The best kittens, technology, and video games blog in the world.

Thursday, November 05, 2020

Prediction Markets were Batshit Insane this Election

. by Runs With Scissors from flickr (CC-NC-ND)

The elections are over. The biggest loser are the prediction markets.

As I'm writing this, Arizona has already been called for Biden. And PredictIt has it as 30% chance of Trump.

Trump has no mathematically possible way of winning. PredictIt has it him at 20%.

I talked shit about 538, and I was absolutely right, but even they in the end had Trump at just 10%. Models I'd consider more reasonable like The Economist's had Trump at 3%. Prediction markets had him at completely batshit insane 40%.

And as votes started coming, when Trump did a tiny bit better than expected (but at no point was anywhere near having any chance of winning), Trump peaked at completely ridiculous 72%! It was known long in advantage that election day vote will be a lot more Republican than mail in vote, and states were clear how much of each kind outstanding there is. Prediction markets completely missed that, and had Trump as a favourite just because Republicans mostly went there in person while Democrats mostly sent their votes by mail, and it was too hard for them to understand.

Everything I said turned out to be right. If polls were right, elections would have been very easy Biden victory, and the "normal polling error" benefiting Biden would turn them into a Reagan style landslide.

But not only that - "normal polling error" towards Trump, would still mean easy Biden victory. Even unusually high polling error - what we had this year - didn't bring Trump particularly close to competitive territory. Everything that possible could go right for Republicans were perfectly for them - and Trump lost anyway, because his chances were nonexistent.

Polls weren't great, but they were fine. They predicted Biden to win by about +8%. By the time counting will end, he'll end up closer to +4 or +5%. We won't know for a while, as California takes forever to count their votes, so popular votes always ends up more Democratic than it seems on election day.

It turns out Trump was indeed closer in tipping point states, so Electoral College gave me a few points, but it never managed to overcome that kind of lead. There's no reason to predict which party will be at an advantage in 2024.

Real markets work because they're dominated by sophisticated institutional investors, whose job it is to figure things out, and whose predictions are tested every day. We hoped that small prediction markets dominated by small scale amateurs tested once every 4 years would be just as good, but it turns out they failed utterly.

I'm definitely disappointed as for a while it seemed that we might get great rationalist tool for very little money. It turns out it takes more than that.

EDIT: It's November 13th now, Trump lost nearly two weeks ago, every state has been called long ago, most betting sites paid out on Biden (including one where I bet), and Trump is still 12% on PredictIt. Some people must really hate their own money.

2 comments:

ElephantofDoom said...

To be fair, Biden was only about 20,000 votes in Nevada away from having to take this election to Congress, so I would say that 538's model was pretty good. But Trump getting 40% was stupid.

taw said...

538 model had mixed track record this time. Some of the key assumptions why they had Trump at 30% back in August:
* they had outright pro-Trump bias in fundamentals (because pandemic will be over and economy will largely recover by November)
* they had much bigger error bars than historical data showed
* they assumed that electoral college bias would stay even if big polling error happened

The worst part of 538 model were definitely the pro-Trump economy assumptions, and that's how they had Trump at 30% in August. Fortunately for them they designed their model to remove fundamentals gradually as election comes closer, so by the time of the final forecast they basically removed the worst part of their model, and Trump was down from 30% to 10%.

Those assumptions were never defensible, and in previous years they even showed "polling-only" model without this kind of assumptions.

I don't think big error bars assumption made much sense - even though error was unusually big this time, I think it was just a lucky fluke for them. Sample size of elections is small, and I fully expect accurate polling next time, so I still think they were more wrong than right, but not by that much.

Their assumption that Trump's electoral college advantage held fairly well, at least this year. I thought big polling error would basically randomize electoral college advantage. What we got was fairly uniform swing, plus localized Trump surge in one state that just so happened to be a swing state (Florida), so Trump ended up with even bigger advantage than predicted.

So decent win for their final prediction, but still a major fail for their full model including fundamentals.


Exercise details: Copy every line from the records below that carries the word "icon".

Dataset:
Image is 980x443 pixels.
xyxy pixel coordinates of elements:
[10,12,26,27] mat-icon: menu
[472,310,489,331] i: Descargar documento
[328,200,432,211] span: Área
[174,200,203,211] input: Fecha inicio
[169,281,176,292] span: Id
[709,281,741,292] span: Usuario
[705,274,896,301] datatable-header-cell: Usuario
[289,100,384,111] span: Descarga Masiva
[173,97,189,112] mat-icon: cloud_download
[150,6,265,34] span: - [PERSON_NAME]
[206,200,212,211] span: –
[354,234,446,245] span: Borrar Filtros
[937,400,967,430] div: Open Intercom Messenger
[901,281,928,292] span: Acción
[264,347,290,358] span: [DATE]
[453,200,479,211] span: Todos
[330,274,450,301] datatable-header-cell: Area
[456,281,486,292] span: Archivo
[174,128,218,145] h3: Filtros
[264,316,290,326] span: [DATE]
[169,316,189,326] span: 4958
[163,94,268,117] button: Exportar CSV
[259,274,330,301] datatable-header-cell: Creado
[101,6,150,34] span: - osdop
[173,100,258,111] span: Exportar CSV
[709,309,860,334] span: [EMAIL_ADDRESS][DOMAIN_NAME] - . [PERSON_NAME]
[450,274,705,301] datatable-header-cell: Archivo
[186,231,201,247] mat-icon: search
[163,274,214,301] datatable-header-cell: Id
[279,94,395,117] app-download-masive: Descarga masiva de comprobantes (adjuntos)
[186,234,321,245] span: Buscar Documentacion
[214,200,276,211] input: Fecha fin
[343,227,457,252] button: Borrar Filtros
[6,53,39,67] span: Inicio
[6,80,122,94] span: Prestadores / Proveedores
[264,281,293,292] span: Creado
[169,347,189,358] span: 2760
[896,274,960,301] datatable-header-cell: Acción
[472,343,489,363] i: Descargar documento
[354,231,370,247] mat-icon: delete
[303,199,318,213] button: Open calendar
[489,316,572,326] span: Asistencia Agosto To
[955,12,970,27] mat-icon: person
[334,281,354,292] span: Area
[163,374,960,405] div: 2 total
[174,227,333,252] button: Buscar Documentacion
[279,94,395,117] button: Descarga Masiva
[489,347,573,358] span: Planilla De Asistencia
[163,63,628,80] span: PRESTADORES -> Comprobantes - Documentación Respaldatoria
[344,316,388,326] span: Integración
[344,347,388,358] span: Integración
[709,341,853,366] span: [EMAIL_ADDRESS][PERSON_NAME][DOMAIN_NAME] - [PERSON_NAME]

Problem solution:
[10,12,26,27] mat-icon: menu
[173,97,189,112] mat-icon: cloud_download
[186,231,201,247] mat-icon: search
[354,231,370,247] mat-icon: delete
[955,12,970,27] mat-icon: person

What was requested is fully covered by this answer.